All parents have some regrets concerning what they did and didn't do during their child's upbringing.  For me, it was not encouraging more strongly (alright, maybe forcing) Lincoln to stick with Little League baseball.  As an adult, Lincoln agrees with me.  We both love sports, and even though he has become a gym rat for basketball (at least, whenever COVID lets gyms open back up normally), baseball was the sport I most loved growing up. However, he, like his dad, never quite blossomed in Little League, neither of us being the game MVP very often, usually riding the bench as much as playing, and eventually being intimidated by fastballs coming at us from players who seemed huge compared to us.

However, today, after reading just the first few pages of Malcolm Gladwell's Outliers, my bigger regret is Pix not conceiving Lincoln around Christmas time.  (Yes, I am pretty sure Lincoln just stopped reading this so that he could go kill himself.)  As Gladwell points out early in his book, the best baseball players, the ones most likely to go into the Major Leagues, are born in August than other months.  He actually makes the point initially and with more explanation for professional hockey players, where ones born in January are most likely to make the majors.

I don't want to pretend to say any of this better than Gladwell. If this interests you, read his damn book. It's good stuff. But in both baseball and hockey, the youth leagues have an artificial date for who is eligible. For hockey, in Canada, it is January 1; for baseball, in the United States, it is July 31. 

Why does that matter, one might ask?  Let's go back to when Lincoln is 7. Let's say he is interested in playing baseball. He is eligible to play July 31, 2006, when he is 7 years and 4 months old.  Meanwhile, the kid who was born on August 2 is 8 months older. That is a huge advantage to start with, and this inequity will continue every year when the kids move up into a higher league.

As Gladwell points out, it's not just that the one kid is so much older than the other kid. It's that inevitably all the benefits of being the older kid play out in terms of coaching and playing time.

Case in point, one year Lincoln got a chance to try pitching. He didn't particularly have a great fastball, but he got the ball over the plate. When he came in, almost always in relief, at-bats were quick, no walks, no strikeouts, and usually the balls were hit at his teammates. It wasn't like anyone was hitting home runs off of him. The only lengthy innings came when the batted balls found holes, or his teammates' gloves found holes.

However, when it came time to pick the starting pitchers for the next game, the coaches chose the kids with the "better" stuff. I can't even really blame the coach, but since those kids were destined to be pitchers from the beginning of the year, extra time was spent on them practicing pitching while Lincoln was out in the outfield shagging fly balls or getting some chances at various infield positions.

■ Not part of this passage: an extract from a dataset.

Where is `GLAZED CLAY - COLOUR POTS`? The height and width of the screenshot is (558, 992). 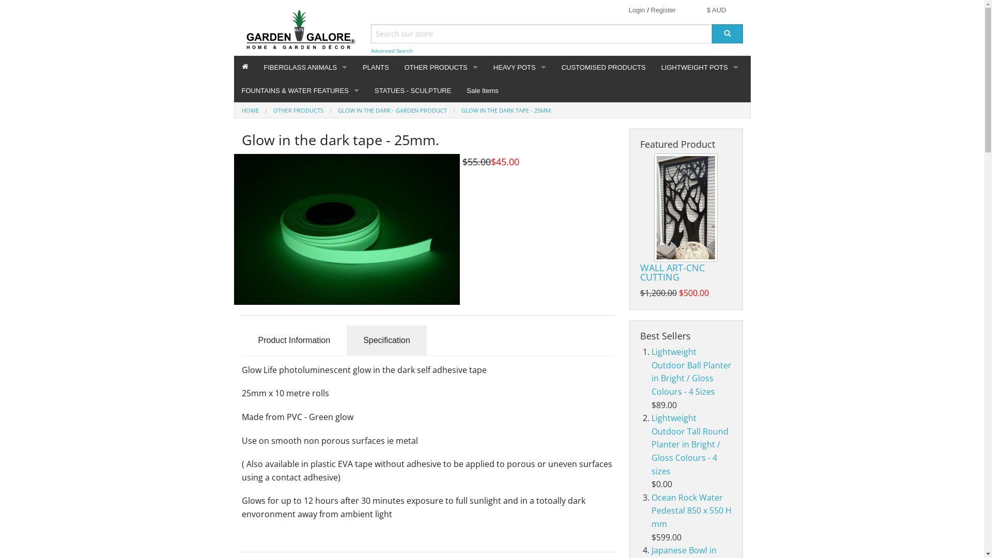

I want to say this again, I don't blame the coaches, per se (at least not most of them). What do you do with the younger, smaller kids who almost immediately become the players who fill out the roster? Unconsciously, the coaches see the bigger, more mature kids (remember 8 months is a big deal when we are talking people who have only lived for 96 months) as the best players and inevitably most of them end up as the best players because of the unexamined benefits that come from their additional months on the earth.

Gladwell even goes on to show that this advantage goes beyond the sandlots and hockey rinks to the classroom where ages to start grades come from an artificial date. 

And let me get the disclaimer out of the way, since inevitably someone is going to argue about the exceptions who make it in the big leagues.  Maybe Lincoln just needed to work a little harder. If this myth that all people have to do is pull themselves up by their proverbial boot-straps (who even wears boot-straps anymore) or put their nose tighter to the grindstone (whatever the hell that metaphor means) was accurate, then there would be a more even spread across birth months.

Lincoln was miserable by his last year of Little League. Granted it was our first year in Edwardsburg, so he didn't know anybody on his team, making even the social part of the sport a drain.  He played sparingly that year, had few successes, and was so unhappy that when he said he didn't want to continue, I gave in.  Funny thing is, I refuse to regret giving in anymore.

The poor guy was doomed because dad's sperm found mom's egg in June not December.  Of course, we were seeing fertility specialists at the moment anyway.  We were lucky the two ever met.

By the way, I was born in April so I was at even more of a disadvantage than Lincoln when I was in Little League. Of course, my parents weren't seeing a fertility specialist, so maybe I could blame them after all.

But now I understand why Lincoln is so uncomfortable with this blog.  Time to move on. Nothing to conceive here.

Gladwell, Malcolm. Outliers: The Story of Success. Back Bay Books, 2008.